Inside the Body

Broadcast: 6.30pm – 7.30pm, Tuesday 22nd June.

Historically the only way to look inside the human body was during an autopsy. Since the late 70s, technologies such as MRI (Magnetic Resonance Imaging) allow for non-invasive imaging and even researching the workings of the living brain. How do changing ways of viewing our anatomies affect scientific research and understandings of humanity?

The speakers were Dr Ruth Richardson, Prof. Geraint Rees and Dr Tom Rice. The show was hosted by Seph Rodney.

Guest biographies:

Historian Ruth Richardson is the author of Death, Dissection & the Destitute (Chicago 2000) and The Making of Mr Gray’s Anatomy (Oxford 2008). Her interests lie in the history of bodily appropriation and donation, and in the interaction of medical and lay cultures of bodily understanding. She is a Londoner, an associate scholar at the Universities of Cambridge and Hertfordshire, and Honorary Professor in Humanities & Medicine at Hong Kong University.

Prof. Geraint Rees is Director of the Institute of Cognitive Neuroscience at University College London. Funded by a Wellcome Senior Clinical Fellowship, he holds a personal chair at University College London and is an honorary consultant neurologist at the National Hospital for Neurology & Neurosurgery. His research seeks to understand the neural basis of human consciousness. In 2003 he was awarded the Young Investigator Medal of the Organisation for Human Brain Mapping at the Human Brain Mapping meeting in New York, and in 2007 was awarded the Experimental Psychology Society Prize and the Royal Society Francis Crick medal. In 2009 he gave the Goulstonian Lecture of the Royal College of Physicians, and in 2010 was elected a Fellow of the Academy of Medical Sciences.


* [WHAT THE TASK REQUIRES]:
For the entries that follow, set down each one exactly and drop any pictures.

* [RECORDS FOR THIS EXERCISE]:
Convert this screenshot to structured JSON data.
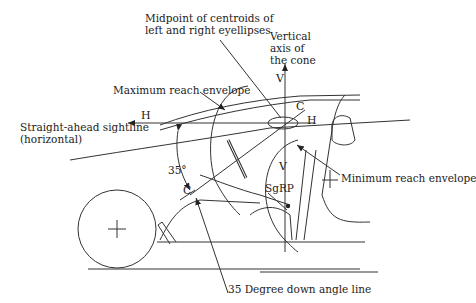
{
  "diagram": {
    "labels": {
      "midpoint_line1": "Midpoint of centroids of",
      "midpoint_line2": "left and right eyellipses",
      "vertical_axis_line1": "Vertical",
      "vertical_axis_line2": "axis of",
      "vertical_axis_line3": "the cone",
      "max_reach": "Maximum reach envelope",
      "sightline_line1": "Straight-ahead sightline",
      "sightline_line2": "(horizontal)",
      "min_reach": "Minimum reach envelope",
      "sgrp": "SgRP",
      "angle": "35°",
      "down_angle_line": "35 Degree down angle line"
    },
    "symbols": {
      "h_left": "H",
      "h_right": "H",
      "v_top": "V",
      "v_bottom": "V",
      "c_top": "C",
      "c_bottom": "C"
    },
    "colors": {
      "line": "#333333",
      "text": "#222222",
      "background": "#ffffff"
    }
  }
}
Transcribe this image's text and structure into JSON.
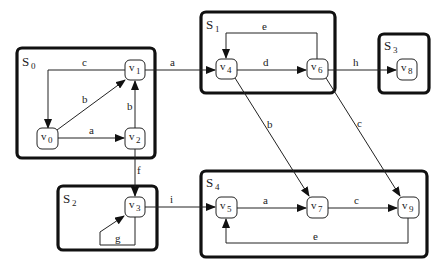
{
  "diagram": {
    "groups": [
      {
        "id": "S0",
        "label": "S",
        "sub": "0"
      },
      {
        "id": "S1",
        "label": "S",
        "sub": "1"
      },
      {
        "id": "S2",
        "label": "S",
        "sub": "2"
      },
      {
        "id": "S3",
        "label": "S",
        "sub": "3"
      },
      {
        "id": "S4",
        "label": "S",
        "sub": "4"
      }
    ],
    "nodes": [
      {
        "id": "v0",
        "label": "v",
        "sub": "0",
        "group": "S0"
      },
      {
        "id": "v1",
        "label": "v",
        "sub": "1",
        "group": "S0"
      },
      {
        "id": "v2",
        "label": "v",
        "sub": "2",
        "group": "S0"
      },
      {
        "id": "v3",
        "label": "v",
        "sub": "3",
        "group": "S2"
      },
      {
        "id": "v4",
        "label": "v",
        "sub": "4",
        "group": "S1"
      },
      {
        "id": "v5",
        "label": "v",
        "sub": "5",
        "group": "S4"
      },
      {
        "id": "v6",
        "label": "v",
        "sub": "6",
        "group": "S1"
      },
      {
        "id": "v7",
        "label": "v",
        "sub": "7",
        "group": "S4"
      },
      {
        "id": "v8",
        "label": "v",
        "sub": "8",
        "group": "S3"
      },
      {
        "id": "v9",
        "label": "v",
        "sub": "9",
        "group": "S4"
      }
    ],
    "edges": [
      {
        "from": "v1",
        "to": "v0",
        "label": "c"
      },
      {
        "from": "v0",
        "to": "v1",
        "label": "b"
      },
      {
        "from": "v0",
        "to": "v2",
        "label": "a"
      },
      {
        "from": "v2",
        "to": "v1",
        "label": "b"
      },
      {
        "from": "v1",
        "to": "v4",
        "label": "a"
      },
      {
        "from": "v2",
        "to": "v3",
        "label": "f"
      },
      {
        "from": "v3",
        "to": "v3",
        "label": "g"
      },
      {
        "from": "v3",
        "to": "v5",
        "label": "i"
      },
      {
        "from": "v4",
        "to": "v6",
        "label": "d"
      },
      {
        "from": "v6",
        "to": "v4",
        "label": "e"
      },
      {
        "from": "v6",
        "to": "v8",
        "label": "h"
      },
      {
        "from": "v4",
        "to": "v7",
        "label": "b"
      },
      {
        "from": "v6",
        "to": "v9",
        "label": "c"
      },
      {
        "from": "v5",
        "to": "v7",
        "label": "a"
      },
      {
        "from": "v7",
        "to": "v9",
        "label": "c"
      },
      {
        "from": "v9",
        "to": "v5",
        "label": "e"
      }
    ]
  }
}
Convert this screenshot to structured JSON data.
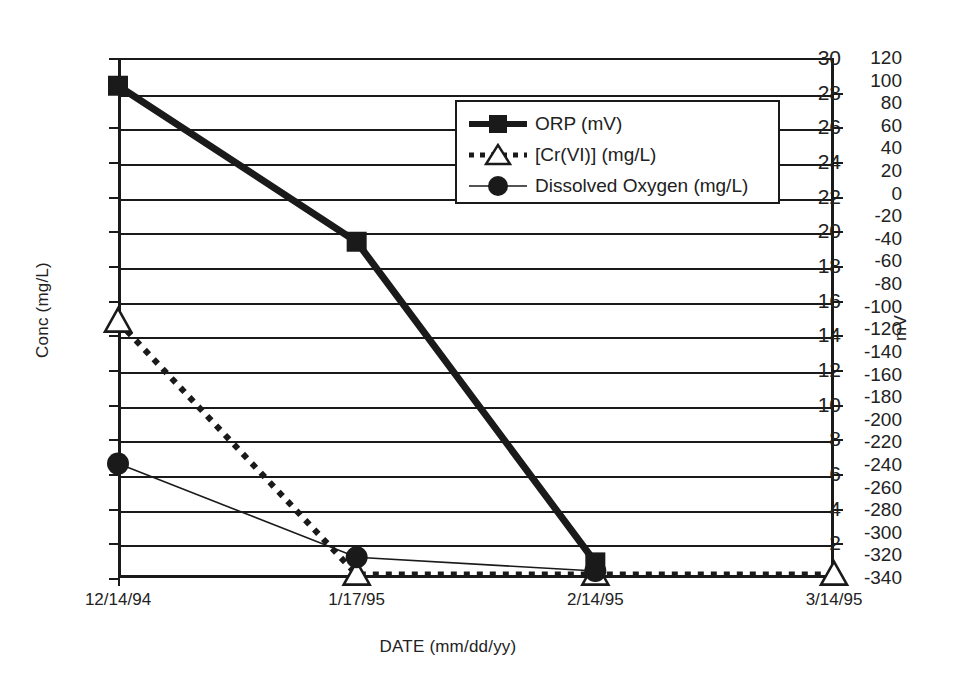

* [TASK RESULT]:
Convert this screenshot to structured JSON data.
{
  "diagram": {
    "labels": {
      "midpoint_line1": "Midpoint of centroids of",
      "midpoint_line2": "left and right eyellipses",
      "vertical_axis_line1": "Vertical",
      "vertical_axis_line2": "axis of",
      "vertical_axis_line3": "the cone",
      "max_reach": "Maximum reach envelope",
      "sightline_line1": "Straight-ahead sightline",
      "sightline_line2": "(horizontal)",
      "min_reach": "Minimum reach envelope",
      "sgrp": "SgRP",
      "angle": "35°",
      "down_angle_line": "35 Degree down angle line"
    },
    "symbols": {
      "h_left": "H",
      "h_right": "H",
      "v_top": "V",
      "v_bottom": "V",
      "c_top": "C",
      "c_bottom": "C"
    },
    "colors": {
      "line": "#333333",
      "text": "#222222",
      "background": "#ffffff"
    }
  }
}
Transcribe this image's text and structure into JSON.
{
  "diagram": {
    "groups": [
      {
        "id": "S0",
        "label": "S",
        "sub": "0"
      },
      {
        "id": "S1",
        "label": "S",
        "sub": "1"
      },
      {
        "id": "S2",
        "label": "S",
        "sub": "2"
      },
      {
        "id": "S3",
        "label": "S",
        "sub": "3"
      },
      {
        "id": "S4",
        "label": "S",
        "sub": "4"
      }
    ],
    "nodes": [
      {
        "id": "v0",
        "label": "v",
        "sub": "0",
        "group": "S0"
      },
      {
        "id": "v1",
        "label": "v",
        "sub": "1",
        "group": "S0"
      },
      {
        "id": "v2",
        "label": "v",
        "sub": "2",
        "group": "S0"
      },
      {
        "id": "v3",
        "label": "v",
        "sub": "3",
        "group": "S2"
      },
      {
        "id": "v4",
        "label": "v",
        "sub": "4",
        "group": "S1"
      },
      {
        "id": "v5",
        "label": "v",
        "sub": "5",
        "group": "S4"
      },
      {
        "id": "v6",
        "label": "v",
        "sub": "6",
        "group": "S1"
      },
      {
        "id": "v7",
        "label": "v",
        "sub": "7",
        "group": "S4"
      },
      {
        "id": "v8",
        "label": "v",
        "sub": "8",
        "group": "S3"
      },
      {
        "id": "v9",
        "label": "v",
        "sub": "9",
        "group": "S4"
      }
    ],
    "edges": [
      {
        "from": "v1",
        "to": "v0",
        "label": "c"
      },
      {
        "from": "v0",
        "to": "v1",
        "label": "b"
      },
      {
        "from": "v0",
        "to": "v2",
        "label": "a"
      },
      {
        "from": "v2",
        "to": "v1",
        "label": "b"
      },
      {
        "from": "v1",
        "to": "v4",
        "label": "a"
      },
      {
        "from": "v2",
        "to": "v3",
        "label": "f"
      },
      {
        "from": "v3",
        "to": "v3",
        "label": "g"
      },
      {
        "from": "v3",
        "to": "v5",
        "label": "i"
      },
      {
        "from": "v4",
        "to": "v6",
        "label": "d"
      },
      {
        "from": "v6",
        "to": "v4",
        "label": "e"
      },
      {
        "from": "v6",
        "to": "v8",
        "label": "h"
      },
      {
        "from": "v4",
        "to": "v7",
        "label": "b"
      },
      {
        "from": "v6",
        "to": "v9",
        "label": "c"
      },
      {
        "from": "v5",
        "to": "v7",
        "label": "a"
      },
      {
        "from": "v7",
        "to": "v9",
        "label": "c"
      },
      {
        "from": "v9",
        "to": "v5",
        "label": "e"
      }
    ]
  }
}
Convert this screenshot to structured JSON data.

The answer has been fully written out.